One of my favorite movies when I was a kid was Sister Act 2: Back in the Habit. Aside from the comedy and how beautiful it was to hear Lauren Hill sing “His Eye is on the Sparrow” in her pre-Fugees era, I loved the idea of someone so young having such a firm grasp on what they wanted, and trying to figure out how to overcome obstacles to get there. Even obstacles like Lauren Hill’s mom wanting her to reject her identity as a singer because of fear and past suffering.


There’s a scene where Whoopi Goldberg gives Lauren Hill’s character a book, “Letters to a Young Poet” by Rainer Maria Rilke, and has her read it so she can figure out who she is and what she wants. I always wanted to read that book just because it was in the movie, but I never did.
Now, I’ve read “Begin Again” by Leeana Tankersley 3 times over the past month because it makes me feel like there is someone out there who gets me, and like maybe I’m not as crazy as I thought, maybe I’m just in the middle of Erikson’s intimacy vs. Isolation stage. In that book, she uses some quotes by Rilke. So I ordered it from Amazon this week, at the behest of Sister Act and Leeana Tankersley, and much to my husband’s disapproval. (There may or may not have been several packages this week and every week. I am who I am. There is nothing more to say about that).


Yesterday I finally started Letters to a Young Poet, and there is so much in it that I love. But one of the passages that I’m still sort of marinating over is in the fourth letter.
It says, “You are so young, so before all beginning, and I want to beg you as much as I can, dear sir, to be patient toward all that is unsolved in your heart and try to love the questions themselves like locked rooms and like books that are written in a very foreign tongue. Do not seek the answers, which cannot be given to you because you would not be able to live them. And the point is, to live everything. Live the questions now.”
Now, I know some people think this level of introspection is useless, but I am not one of those people, and I have been on a journey of some heavy duty introspection this year.
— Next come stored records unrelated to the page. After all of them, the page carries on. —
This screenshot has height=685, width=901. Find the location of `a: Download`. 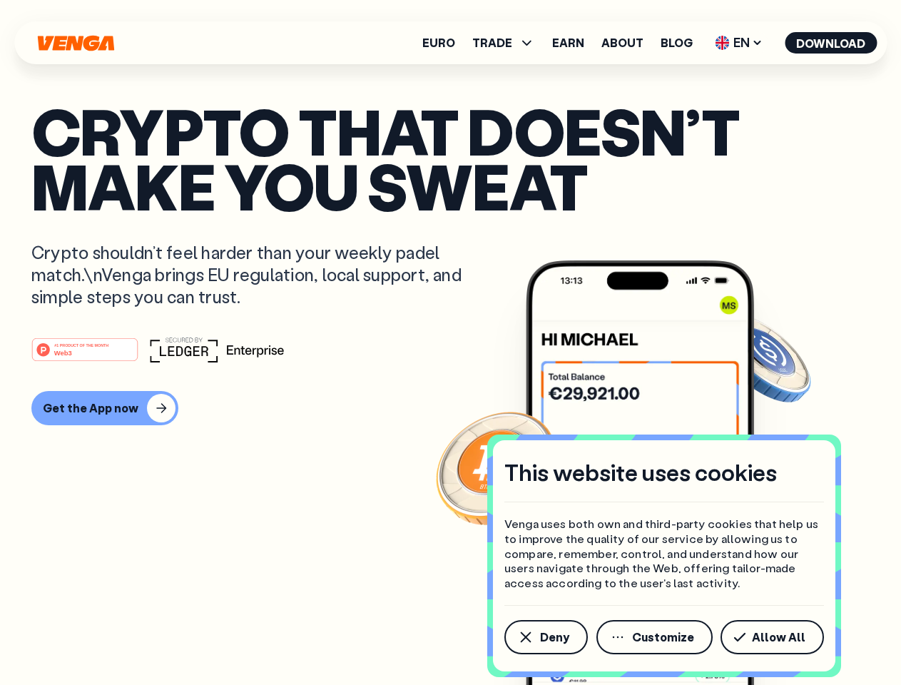

a: Download is located at coordinates (831, 43).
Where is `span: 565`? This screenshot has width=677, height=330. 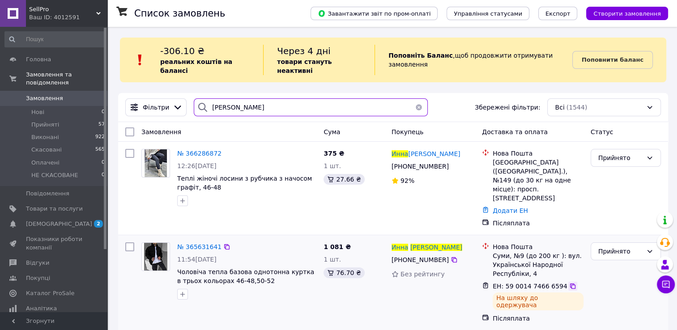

I have been trying to figure out who I am, what I believe, and most importantly, why I believe it. Being a person raised in the Bible belt and taught all my life about the sovereignty and kindness and majesty of God, you have to re-evaluate when so many bad things happen in a row. You just have to. And here, in a letter from 1903, a German poet has summed up the answers I have found so far.
Live the questions.
I have always been one to search for answers. To dissect something. To read about it, study it, make it fit the framework of my understanding so that I can connect it to the rest of my life and knowledge in a meaningful way. But what I am finding is that the universe has no inclination to bend to my will. My living cannot be done in the answers. My living must be done in the questions.



And you know what? This journey, this finding of who I am and what I believe has been lonely and difficult at times. But it has also been and continues to be so much fun. I’m finding that I love my contradictions. I love that my mother was loud and irreverent and also called to such a holy life. That I love that my dad likes numbers and order but also Scooby Doo cartoons. And that maybe I am the best kind of combination of them both. That I love Jesus but somehow have the vocabulary and sense of humor of a 14 year old boy when his parents aren’t watching.




I think all of the best people are walking contradictions, and that unraveling the layers of who we and our loved ones really are is one of life’s greatest gifts. I enjoy catching glimpses of myself and my husband in the day to day interactions of my children. And I love that I have a soft place to land every day when I’m exhausted from my mind racing until it hits a wall.
I am finding that I enjoy living in the questions, because that’s where all the meaningful stuff is. If you’re searching for answers, like me, I wonder if you could take a minute to enjoy the beautiful chaos that is living in the questions. It’s uncomfortable but oh so worth it. And read Rilke. You can pretend I didn’t get the suggestion from Sister Act 2 if it makes you feel smarter. You’re welcome.